Methodology: A secondary analysis of data as evidence from the 2018 cross-sectional nationally representative sample of 21,447 women, with history of at least 1 birth in the last five years preceding the survey. CoC completion was the outcome variable while explanatory variables were classified as demographics and autonomous factors, obstetrics and health seeking behavior, economic and community factors. Descriptive statistics describes factors, forward stepwise regression was performed to identified associated variables at 10% cutoff point and were subsequently included in the full multilevel analysis based on the -2logL significance. A multilevel complementary-log-log model was performed to determine the associated factors with CoC completion. All analysis was performed using Stata version 17.0 for data science at 95% confidence level. 

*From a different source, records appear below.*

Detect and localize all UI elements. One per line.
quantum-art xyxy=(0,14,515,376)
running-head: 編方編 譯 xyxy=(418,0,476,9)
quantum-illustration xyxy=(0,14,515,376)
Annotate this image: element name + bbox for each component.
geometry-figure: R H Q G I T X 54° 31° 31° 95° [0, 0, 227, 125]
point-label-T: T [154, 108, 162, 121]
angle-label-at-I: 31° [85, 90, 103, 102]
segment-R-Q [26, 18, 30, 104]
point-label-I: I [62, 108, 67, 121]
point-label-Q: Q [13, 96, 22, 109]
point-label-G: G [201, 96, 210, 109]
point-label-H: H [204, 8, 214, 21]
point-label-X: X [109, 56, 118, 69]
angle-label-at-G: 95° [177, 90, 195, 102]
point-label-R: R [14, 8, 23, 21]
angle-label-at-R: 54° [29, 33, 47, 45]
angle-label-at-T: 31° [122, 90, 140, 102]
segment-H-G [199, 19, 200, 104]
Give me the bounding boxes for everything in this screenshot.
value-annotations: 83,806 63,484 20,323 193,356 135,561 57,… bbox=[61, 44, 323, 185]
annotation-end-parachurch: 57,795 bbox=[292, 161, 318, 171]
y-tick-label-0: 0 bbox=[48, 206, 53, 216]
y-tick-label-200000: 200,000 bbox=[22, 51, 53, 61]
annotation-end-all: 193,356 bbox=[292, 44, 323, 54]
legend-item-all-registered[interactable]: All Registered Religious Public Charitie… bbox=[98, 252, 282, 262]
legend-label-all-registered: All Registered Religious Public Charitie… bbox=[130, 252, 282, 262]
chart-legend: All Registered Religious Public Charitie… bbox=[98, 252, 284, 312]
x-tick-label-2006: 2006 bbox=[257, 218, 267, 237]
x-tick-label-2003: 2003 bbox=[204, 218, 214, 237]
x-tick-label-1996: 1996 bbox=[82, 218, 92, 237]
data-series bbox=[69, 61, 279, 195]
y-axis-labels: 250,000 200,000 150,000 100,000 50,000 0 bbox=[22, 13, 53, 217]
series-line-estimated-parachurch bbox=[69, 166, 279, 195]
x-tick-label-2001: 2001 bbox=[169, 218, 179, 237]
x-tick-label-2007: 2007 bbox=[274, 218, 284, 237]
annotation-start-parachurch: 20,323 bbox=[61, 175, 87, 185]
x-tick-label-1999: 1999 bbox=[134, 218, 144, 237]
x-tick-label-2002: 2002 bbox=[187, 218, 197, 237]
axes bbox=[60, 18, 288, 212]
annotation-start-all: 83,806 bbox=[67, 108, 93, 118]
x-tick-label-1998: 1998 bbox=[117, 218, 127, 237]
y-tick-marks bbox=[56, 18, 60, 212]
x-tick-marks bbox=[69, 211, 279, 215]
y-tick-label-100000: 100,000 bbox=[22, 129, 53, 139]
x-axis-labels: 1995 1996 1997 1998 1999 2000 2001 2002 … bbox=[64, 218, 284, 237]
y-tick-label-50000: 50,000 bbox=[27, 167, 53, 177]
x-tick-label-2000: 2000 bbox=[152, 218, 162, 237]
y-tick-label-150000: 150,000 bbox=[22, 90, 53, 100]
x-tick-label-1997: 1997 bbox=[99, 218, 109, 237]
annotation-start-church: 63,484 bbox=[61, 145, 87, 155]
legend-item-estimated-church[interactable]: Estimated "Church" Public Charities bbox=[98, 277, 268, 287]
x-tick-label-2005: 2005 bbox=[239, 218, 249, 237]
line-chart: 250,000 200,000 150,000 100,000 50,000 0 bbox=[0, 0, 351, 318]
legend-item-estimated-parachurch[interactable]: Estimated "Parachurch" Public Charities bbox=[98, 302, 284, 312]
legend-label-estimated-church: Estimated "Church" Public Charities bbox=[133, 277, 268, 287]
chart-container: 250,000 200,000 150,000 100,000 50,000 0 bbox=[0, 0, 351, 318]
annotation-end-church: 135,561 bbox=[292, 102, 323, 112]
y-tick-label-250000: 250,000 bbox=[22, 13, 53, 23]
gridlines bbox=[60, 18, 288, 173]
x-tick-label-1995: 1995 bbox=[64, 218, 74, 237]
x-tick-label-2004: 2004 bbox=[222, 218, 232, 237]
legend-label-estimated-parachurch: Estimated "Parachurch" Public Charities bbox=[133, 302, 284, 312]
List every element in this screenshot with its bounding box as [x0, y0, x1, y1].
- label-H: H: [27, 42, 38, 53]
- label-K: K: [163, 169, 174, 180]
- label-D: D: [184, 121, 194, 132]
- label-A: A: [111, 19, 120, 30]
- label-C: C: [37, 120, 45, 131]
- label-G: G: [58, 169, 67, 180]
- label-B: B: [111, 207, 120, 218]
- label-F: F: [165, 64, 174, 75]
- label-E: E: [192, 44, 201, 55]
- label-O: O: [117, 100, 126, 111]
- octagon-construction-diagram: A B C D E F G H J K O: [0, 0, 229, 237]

Results: CoC coverage is 56.7% for optimal antenatal care, 37.4% for antenatal and skilled delivery, and 6.5% for CoC completion. However, completion is different by communities (4% in urban and 2.5% in rural). CoC completion was highest in Oyo subnational (4%) and lowest in Bayelsa state (<1%). Continuation and completion of maternity continuum of care are positively drive by; education (AOR=1.61, 95%CI=1.03–2.52), wealth (AOR=1.72, 95%CI=1.36 –2.18), healthcare decider (AOR=1.44, 95%CI=1.17–1.76) and tetanus toxoid vaccine taken in pregnancy (AOR=1.49, 95%CI=1.12–1.98) while traditional birth provider (AOR=0.04, 95%CI=0.02–0.07) negatively influenced CoC continuation and completion. intra-cluster correlation coefficient was 28.67% and 16.28% at the community and state level and thus justified the multilevel analysis.  

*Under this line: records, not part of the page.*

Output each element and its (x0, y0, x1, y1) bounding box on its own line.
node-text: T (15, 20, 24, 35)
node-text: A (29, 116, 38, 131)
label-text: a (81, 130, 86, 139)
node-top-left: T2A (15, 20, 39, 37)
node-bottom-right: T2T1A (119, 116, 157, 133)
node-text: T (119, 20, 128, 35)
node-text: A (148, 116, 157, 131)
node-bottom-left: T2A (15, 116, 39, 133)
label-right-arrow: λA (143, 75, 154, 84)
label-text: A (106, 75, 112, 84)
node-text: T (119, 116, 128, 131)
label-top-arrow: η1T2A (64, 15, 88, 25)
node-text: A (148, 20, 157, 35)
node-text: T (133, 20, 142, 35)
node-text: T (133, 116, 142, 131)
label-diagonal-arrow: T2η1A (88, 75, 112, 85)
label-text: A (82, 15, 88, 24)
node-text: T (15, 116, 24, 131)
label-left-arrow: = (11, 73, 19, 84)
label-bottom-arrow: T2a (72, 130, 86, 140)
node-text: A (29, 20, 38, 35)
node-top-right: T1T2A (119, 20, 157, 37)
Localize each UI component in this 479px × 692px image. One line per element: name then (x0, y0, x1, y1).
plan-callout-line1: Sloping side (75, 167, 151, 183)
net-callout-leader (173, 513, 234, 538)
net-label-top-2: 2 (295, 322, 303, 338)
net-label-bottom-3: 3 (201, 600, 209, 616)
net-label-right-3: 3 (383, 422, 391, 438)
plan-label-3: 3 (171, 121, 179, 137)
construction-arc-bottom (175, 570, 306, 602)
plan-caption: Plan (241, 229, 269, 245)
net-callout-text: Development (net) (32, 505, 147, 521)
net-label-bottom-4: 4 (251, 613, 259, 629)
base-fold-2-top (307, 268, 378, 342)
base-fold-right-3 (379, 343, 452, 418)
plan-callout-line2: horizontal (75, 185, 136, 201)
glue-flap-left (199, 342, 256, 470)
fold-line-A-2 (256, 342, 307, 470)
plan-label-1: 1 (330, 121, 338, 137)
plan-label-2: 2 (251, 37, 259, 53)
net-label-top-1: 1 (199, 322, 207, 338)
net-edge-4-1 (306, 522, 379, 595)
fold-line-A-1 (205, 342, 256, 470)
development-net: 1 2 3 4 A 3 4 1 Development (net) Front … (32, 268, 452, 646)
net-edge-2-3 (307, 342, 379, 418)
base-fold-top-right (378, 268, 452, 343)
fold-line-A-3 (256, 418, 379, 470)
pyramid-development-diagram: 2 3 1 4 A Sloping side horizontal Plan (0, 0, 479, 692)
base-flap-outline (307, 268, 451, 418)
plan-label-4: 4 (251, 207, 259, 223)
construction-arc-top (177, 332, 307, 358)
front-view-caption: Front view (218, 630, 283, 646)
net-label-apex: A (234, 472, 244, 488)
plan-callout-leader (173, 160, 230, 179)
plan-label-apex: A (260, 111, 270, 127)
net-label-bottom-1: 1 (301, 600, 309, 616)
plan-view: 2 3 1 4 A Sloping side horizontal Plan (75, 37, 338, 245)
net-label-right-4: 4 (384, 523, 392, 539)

Conclusions: Level of maternity continuum of care completion is very low and far below the WHO recommended level in Nigeria. CoC Completion is different by urban and rural sub-communities. Education, wealth, women healthcare decision power and tetanus toxoid vaccination drives continuation and completion of maternity care between communities. Community-specific strategies incorporating these factors into maternity packages will be supreme to strengthen maternal, newborn and child health.